Wife of Ryanair passenger partially sucked out of plane window recalls incident

Wife of Ryanair passenger partially sucked out of plane window recalls incident
Wife of Ryanair passenger partially sucked out of plane window recalls incident

By Ivana Sekularac and Alexandros Avramidis

Svetlana Maksimovic and her husband Ljubisa Karovic had just settled into a Ryanair flight last week when a loud bang ​pierced the hum of engines. Within seconds, she saw her 61-year-old husband being sucked through a dislodged cabin window.

In what Greek officials have described as a rare incident, Karovic, sitting in a window seat, was pulled partway out of the plane as his wife and others held on to him on the flight between the Greek city of Thessaloniki and Germany on ​July 10th.

"I've never heard anything louder in my life before. I just (then) turned around and saw that part of his body had already gone out the window," Maksimovic told Reuters. ⁠His head and right arm were hanging out, she said.

Greek media and airport sources said that most likely a piece of engine broke ‌off ‌and ​smashed a window early in the flight, causing the cabin to decompress.

Ryanair has confirmed that a window dislodged during the flight, and senior executive Eddie Wilson said on Wednesday that photographs clearly showed damage to the engine and ⁠that the flight had returned to the airport using a single ​engine.

He declined to speculate on the cause, or whether engine debris had ​struck the window, pending the results of ongoing investigations.

Karovic is now being treated in hospital in Thessaloniki with severe neck and arm injuries, Maksimovic said.

The couple ‌have hired a lawyer. "What happened was extremely serious," said the ​couple's legal adviser, Vassilis Tsiaras, adding that the pending results of the probe were pivotal.

Pulling him back inside

After takeoff, Karovic was relaxed, Maksimovic ⁠said, and had probably fallen asleep.

She said that after the loud ⁠bang occurred, a woman sitting next to ​her husband kept pulling on his left arm, but it was only after another passenger came to help that they succeeded in getting him back inside the plane. It had by then started to descend.

Maksimovic, who had left her seat to help her husband, put an oxygen mask on him while another passenger gave her one for her own use.

"His face was completely disfigured, there was blood everywhere and his ears, eyes, nose were completely deformed," she said, adding that her husband was still struggling to recover.

"The consequences remain for him and for me," Maksimovic said. "How we're going to heal and how long that treatment will last and in what way, we'll see."

Things happen from time to time.

Boeing has said it ⁠was assisting the investigation led by North Macedonia, over which the incident occurred. The US National Transportation Safety Board and the European Union Aviation Safety Agency are involved in the probe.

A Greek prosecutor has launched a probe into the case, while Greek air accident ‌investigators are also looking into it. The aircraft is still in Greece.

"It is a serious incident. It'll be investigated, and we will take whatever recommendations come out of that," Ryanair's Wilson told RTÉ.

"When you're doing 1.2 million flights per year, things happen from time to time, ​but people can be assured that we've got the best-trained crews, and that was demonstrated last week."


* Work required
In your answer, copy every entry that follows exactly.
** Task inputs follows **
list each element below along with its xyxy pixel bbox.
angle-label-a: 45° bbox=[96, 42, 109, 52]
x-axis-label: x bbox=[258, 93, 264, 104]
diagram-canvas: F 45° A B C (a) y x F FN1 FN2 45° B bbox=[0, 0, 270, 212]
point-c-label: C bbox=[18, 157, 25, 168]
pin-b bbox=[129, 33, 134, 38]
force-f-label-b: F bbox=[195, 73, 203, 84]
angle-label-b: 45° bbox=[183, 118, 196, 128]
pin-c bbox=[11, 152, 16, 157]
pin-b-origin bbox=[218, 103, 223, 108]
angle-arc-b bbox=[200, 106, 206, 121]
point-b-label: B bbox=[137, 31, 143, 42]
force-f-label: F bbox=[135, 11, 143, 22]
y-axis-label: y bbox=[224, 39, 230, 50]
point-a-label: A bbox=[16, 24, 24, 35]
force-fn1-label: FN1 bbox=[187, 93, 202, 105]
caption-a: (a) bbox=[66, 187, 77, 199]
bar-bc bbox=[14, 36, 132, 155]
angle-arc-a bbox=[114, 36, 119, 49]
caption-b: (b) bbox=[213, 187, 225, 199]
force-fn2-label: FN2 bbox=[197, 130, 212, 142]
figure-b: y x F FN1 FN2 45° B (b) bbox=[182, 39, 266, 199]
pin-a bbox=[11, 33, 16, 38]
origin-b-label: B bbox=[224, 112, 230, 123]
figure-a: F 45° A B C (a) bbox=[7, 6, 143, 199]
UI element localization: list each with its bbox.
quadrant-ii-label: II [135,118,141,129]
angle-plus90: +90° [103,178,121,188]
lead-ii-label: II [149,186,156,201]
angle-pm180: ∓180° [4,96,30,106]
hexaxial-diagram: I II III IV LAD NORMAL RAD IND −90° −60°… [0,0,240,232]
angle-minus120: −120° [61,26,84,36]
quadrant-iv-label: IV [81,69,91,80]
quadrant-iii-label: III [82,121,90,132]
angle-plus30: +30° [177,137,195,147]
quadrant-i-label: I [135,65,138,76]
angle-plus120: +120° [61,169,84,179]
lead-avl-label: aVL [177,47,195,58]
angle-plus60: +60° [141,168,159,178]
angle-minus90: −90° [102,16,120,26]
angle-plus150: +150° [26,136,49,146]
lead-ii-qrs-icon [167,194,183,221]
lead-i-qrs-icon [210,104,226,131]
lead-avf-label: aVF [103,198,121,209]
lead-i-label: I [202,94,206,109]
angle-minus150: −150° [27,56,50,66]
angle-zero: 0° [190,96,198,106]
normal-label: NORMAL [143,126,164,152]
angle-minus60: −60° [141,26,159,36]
** End of Task inputs **
* Task result
list each element below along with its xyxy pixel bbox.
angle-label-a: 45° bbox=[96, 42, 109, 52]
x-axis-label: x bbox=[258, 93, 264, 104]
diagram-canvas: F 45° A B C (a) y x F FN1 FN2 45° B bbox=[0, 0, 270, 212]
point-c-label: C bbox=[18, 157, 25, 168]
pin-b bbox=[129, 33, 134, 38]
force-f-label-b: F bbox=[195, 73, 203, 84]
angle-label-b: 45° bbox=[183, 118, 196, 128]
pin-c bbox=[11, 152, 16, 157]
pin-b-origin bbox=[218, 103, 223, 108]
angle-arc-b bbox=[200, 106, 206, 121]
point-b-label: B bbox=[137, 31, 143, 42]
force-f-label: F bbox=[135, 11, 143, 22]
y-axis-label: y bbox=[224, 39, 230, 50]
point-a-label: A bbox=[16, 24, 24, 35]
force-fn1-label: FN1 bbox=[187, 93, 202, 105]
caption-a: (a) bbox=[66, 187, 77, 199]
bar-bc bbox=[14, 36, 132, 155]
angle-arc-a bbox=[114, 36, 119, 49]
caption-b: (b) bbox=[213, 187, 225, 199]
force-fn2-label: FN2 bbox=[197, 130, 212, 142]
figure-b: y x F FN1 FN2 45° B (b) bbox=[182, 39, 266, 199]
pin-a bbox=[11, 33, 16, 38]
origin-b-label: B bbox=[224, 112, 230, 123]
figure-a: F 45° A B C (a) bbox=[7, 6, 143, 199]
UI element localization: list each with its bbox.
quadrant-ii-label: II [135,118,141,129]
angle-plus90: +90° [103,178,121,188]
lead-ii-label: II [149,186,156,201]
angle-pm180: ∓180° [4,96,30,106]
hexaxial-diagram: I II III IV LAD NORMAL RAD IND −90° −60°… [0,0,240,232]
angle-minus120: −120° [61,26,84,36]
quadrant-iv-label: IV [81,69,91,80]
quadrant-iii-label: III [82,121,90,132]
angle-plus30: +30° [177,137,195,147]
quadrant-i-label: I [135,65,138,76]
angle-plus120: +120° [61,169,84,179]
lead-avl-label: aVL [177,47,195,58]
angle-plus60: +60° [141,168,159,178]
angle-minus90: −90° [102,16,120,26]
angle-plus150: +150° [26,136,49,146]
lead-ii-qrs-icon [167,194,183,221]
lead-i-qrs-icon [210,104,226,131]
lead-avf-label: aVF [103,198,121,209]
lead-i-label: I [202,94,206,109]
angle-minus150: −150° [27,56,50,66]
angle-zero: 0° [190,96,198,106]
normal-label: NORMAL [143,126,164,152]
angle-minus60: −60° [141,26,159,36]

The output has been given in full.